Researchers showed that changing the nutritional composition of the animals’ diets led to marked increases and decreases of certain intestinal bacteria. Affected bacteria included Prevotella, which have been implicated in causing osteomyelitis, arthritis, periodontal disease and other inflammatory disorders in humans.


A diet that limited intestinal Prevotella growth also protected the mutant mice from developing osteomyelitis. The same diet was associated with reduced production of the immune molecule interleukin-1 beta (IL-1 beta) that promotes inflammation. Earlier work from Kanneganti’s laboratory demonstrated that IL-1 beta fueled osteomyelitis in the mutant mice. In this study, researchers reported that dietary changes impacted the supply of IL-1 beta in immune cells called neutrophils.

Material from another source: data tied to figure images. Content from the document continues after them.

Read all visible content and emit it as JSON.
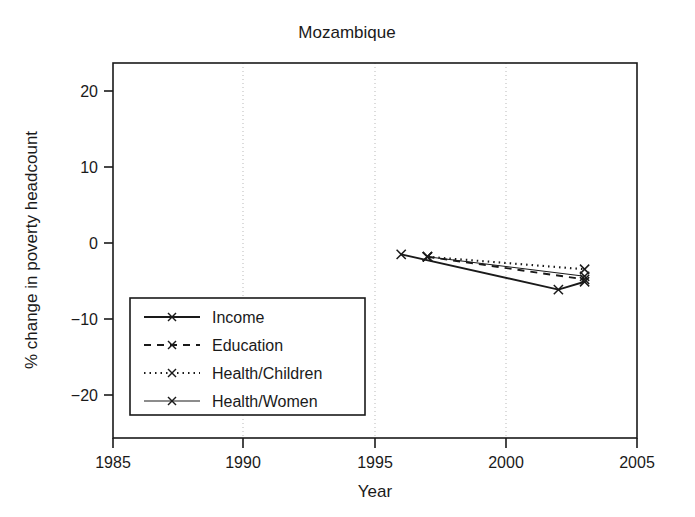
{
  "chart_data": {
    "type": "line",
    "title": "Mozambique",
    "xlabel": "Year",
    "ylabel": "% change in poverty headcount",
    "xlim": [
      1985,
      2005
    ],
    "ylim": [
      -24,
      24
    ],
    "xticks": [
      1985,
      1990,
      1995,
      2000,
      2005
    ],
    "xtick_labels": [
      "1985",
      "1990",
      "1995",
      "2000",
      "2005"
    ],
    "yticks": [
      20,
      10,
      0,
      -10,
      -20
    ],
    "ytick_labels": [
      "20",
      "10",
      "0",
      "−10",
      "−20"
    ],
    "grid": "vertical-dotted-at-1990-1995-2000",
    "legend_position": "lower-left-inside",
    "series": [
      {
        "name": "Income",
        "style": "solid",
        "marker": "x",
        "x": [
          1996,
          2002,
          2003
        ],
        "y": [
          -0.5,
          -5.0,
          -4.0
        ]
      },
      {
        "name": "Education",
        "style": "dashed",
        "marker": "x",
        "x": [
          1997,
          2003
        ],
        "y": [
          -0.8,
          -3.7
        ]
      },
      {
        "name": "Health/Children",
        "style": "dotted",
        "marker": "x",
        "x": [
          1997,
          2003
        ],
        "y": [
          -0.8,
          -2.4
        ]
      },
      {
        "name": "Health/Women",
        "style": "solid-thin",
        "marker": "x",
        "x": [
          1997,
          2003
        ],
        "y": [
          -0.8,
          -3.3
        ]
      }
    ]
  },
  "colors": {
    "foreground": "#1a1a1a",
    "background": "#ffffff",
    "gridline": "#b9b9b9"
  },
  "legend": {
    "entries": [
      {
        "label": "Income"
      },
      {
        "label": "Education"
      },
      {
        "label": "Health/Children"
      },
      {
        "label": "Health/Women"
      }
    ]
  },
  "axis": {
    "x_tick_labels": [
      "1985",
      "1990",
      "1995",
      "2000",
      "2005"
    ],
    "y_tick_labels": [
      "20",
      "10",
      "0",
      "−10",
      "−20"
    ],
    "x_title": "Year",
    "y_title": "% change in poverty headcount"
  },
  "title": "Mozambique"
}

To confirm the connection between the intestinal microbiome and osteomyelitis, researchers treated mice that were fed the disease-promoting diet with a cocktail of broad-spectrum antibiotics. Treatment was followed by a reduction in Prevotella as well as intestinal levels of Il-1 beta. In addition, fewer mice developed osteomyelitis.

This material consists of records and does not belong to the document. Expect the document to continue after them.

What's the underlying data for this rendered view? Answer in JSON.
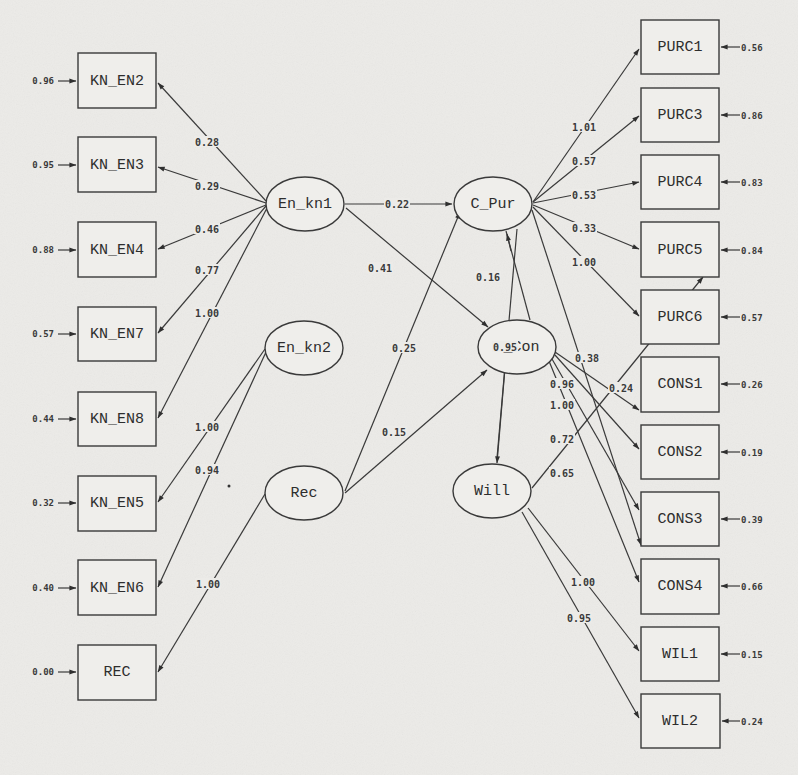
{
  "diagram": {
    "type": "structural-equation-path-diagram",
    "colors": {
      "background": "#ecebe8",
      "stroke": "#3a3a3a",
      "text": "#2d2d2d"
    },
    "observed_left": [
      {
        "id": "KN_EN2",
        "label": "KN_EN2",
        "error": "0.96"
      },
      {
        "id": "KN_EN3",
        "label": "KN_EN3",
        "error": "0.95"
      },
      {
        "id": "KN_EN4",
        "label": "KN_EN4",
        "error": "0.88"
      },
      {
        "id": "KN_EN7",
        "label": "KN_EN7",
        "error": "0.57"
      },
      {
        "id": "KN_EN8",
        "label": "KN_EN8",
        "error": "0.44"
      },
      {
        "id": "KN_EN5",
        "label": "KN_EN5",
        "error": "0.32"
      },
      {
        "id": "KN_EN6",
        "label": "KN_EN6",
        "error": "0.40"
      },
      {
        "id": "REC",
        "label": "REC",
        "error": "0.00"
      }
    ],
    "observed_right": [
      {
        "id": "PURC1",
        "label": "PURC1",
        "error": "0.56"
      },
      {
        "id": "PURC3",
        "label": "PURC3",
        "error": "0.86"
      },
      {
        "id": "PURC4",
        "label": "PURC4",
        "error": "0.83"
      },
      {
        "id": "PURC5",
        "label": "PURC5",
        "error": "0.84"
      },
      {
        "id": "PURC6",
        "label": "PURC6",
        "error": "0.57"
      },
      {
        "id": "CONS1",
        "label": "CONS1",
        "error": "0.26"
      },
      {
        "id": "CONS2",
        "label": "CONS2",
        "error": "0.19"
      },
      {
        "id": "CONS3",
        "label": "CONS3",
        "error": "0.39"
      },
      {
        "id": "CONS4",
        "label": "CONS4",
        "error": "0.66"
      },
      {
        "id": "WIL1",
        "label": "WIL1",
        "error": "0.15"
      },
      {
        "id": "WIL2",
        "label": "WIL2",
        "error": "0.24"
      }
    ],
    "latent": [
      {
        "id": "En_kn1",
        "label": "En_kn1"
      },
      {
        "id": "En_kn2",
        "label": "En_kn2"
      },
      {
        "id": "Rec",
        "label": "Rec"
      },
      {
        "id": "C_Pur",
        "label": "C_Pur"
      },
      {
        "id": "C_Con",
        "label": "C_Con"
      },
      {
        "id": "Will",
        "label": "Will"
      }
    ],
    "loadings": [
      {
        "from": "En_kn1",
        "to": "KN_EN2",
        "value": "0.28"
      },
      {
        "from": "En_kn1",
        "to": "KN_EN3",
        "value": "0.29"
      },
      {
        "from": "En_kn1",
        "to": "KN_EN4",
        "value": "0.46"
      },
      {
        "from": "En_kn1",
        "to": "KN_EN7",
        "value": "0.77"
      },
      {
        "from": "En_kn1",
        "to": "KN_EN8",
        "value": "1.00"
      },
      {
        "from": "En_kn2",
        "to": "KN_EN5",
        "value": "1.00"
      },
      {
        "from": "En_kn2",
        "to": "KN_EN6",
        "value": "0.94"
      },
      {
        "from": "Rec",
        "to": "REC",
        "value": "1.00"
      },
      {
        "from": "C_Pur",
        "to": "PURC1",
        "value": "1.01"
      },
      {
        "from": "C_Pur",
        "to": "PURC3",
        "value": "0.57"
      },
      {
        "from": "C_Pur",
        "to": "PURC4",
        "value": "0.53"
      },
      {
        "from": "C_Pur",
        "to": "PURC5",
        "value": "0.33"
      },
      {
        "from": "C_Pur",
        "to": "PURC6",
        "value": "1.00"
      },
      {
        "from": "C_Con",
        "to": "CONS1",
        "value": "0.96"
      },
      {
        "from": "C_Con",
        "to": "CONS2",
        "value": "1.00"
      },
      {
        "from": "C_Con",
        "to": "CONS3",
        "value": "0.72"
      },
      {
        "from": "C_Con",
        "to": "CONS4",
        "value": "0.65"
      },
      {
        "from": "Will",
        "to": "WIL1",
        "value": "1.00"
      },
      {
        "from": "Will",
        "to": "WIL2",
        "value": "0.95"
      }
    ],
    "structural_paths": [
      {
        "from": "En_kn1",
        "to": "C_Pur",
        "value": "0.22"
      },
      {
        "from": "En_kn1",
        "to": "C_Con",
        "value": "0.41"
      },
      {
        "from": "Rec",
        "to": "C_Pur",
        "value": "0.25"
      },
      {
        "from": "Rec",
        "to": "C_Con",
        "value": "0.15"
      },
      {
        "from": "C_Con",
        "to": "C_Pur",
        "value": "0.16"
      },
      {
        "from": "C_Con",
        "to": "Will",
        "value": "0.95"
      },
      {
        "from": "C_Pur",
        "to": "CONS3",
        "value": "0.38"
      },
      {
        "from": "Will",
        "to": "PURC5",
        "value": "0.24"
      }
    ],
    "cross_label": {
      "value": "0.38"
    }
  }
}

In a series of probiotic experiments, investigators demonstrated that transplanting the intestinal microbiome from healthy mice protected the at-risk, mutant mice from osteomyelitis. Probiotics are bacteria and other microorganisms with a demonstrated health benefit. “The results suggest probiotics might provide a more targeted method for suppressing production of IL-1 beta and protecting against autoinflammatory diseases,” said first author John Lukens, Ph.D., a St. Jude postdoctoral fellow.

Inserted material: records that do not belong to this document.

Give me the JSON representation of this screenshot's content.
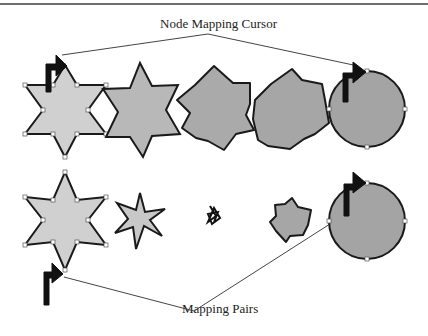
{
  "diagram": {
    "labels": {
      "top": "Node Mapping Cursor",
      "bottom": "Mapping Pairs"
    },
    "colors": {
      "light_fill": "#cfcfcf",
      "mid_fill": "#b5b5b5",
      "dark_fill": "#a4a4a4",
      "stroke": "#1a1a1a",
      "connector": "#444444"
    },
    "rows": [
      {
        "name": "morph-sequence",
        "shapes": [
          "six-point-star",
          "six-point-star",
          "rounded-star",
          "blob",
          "circle"
        ]
      },
      {
        "name": "mapping-pairs",
        "shapes": [
          "six-point-star",
          "thin-star",
          "scribble",
          "small-blob",
          "circle"
        ]
      }
    ]
  }
}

The research also provided key details about IL-1 beta production and regulation in neutrophils, which are part of the body’s first line of defense. Investigators identified the two enzymes capable of converting the immune molecule from its inactive form to the pro-inflammatory IL-1 beta. The enzymes are caspases 1 and 8. Deleting both enzymes led to a dramatic decline in IL-1 beta in the susceptible mice and protected the animals from osteomyelitis.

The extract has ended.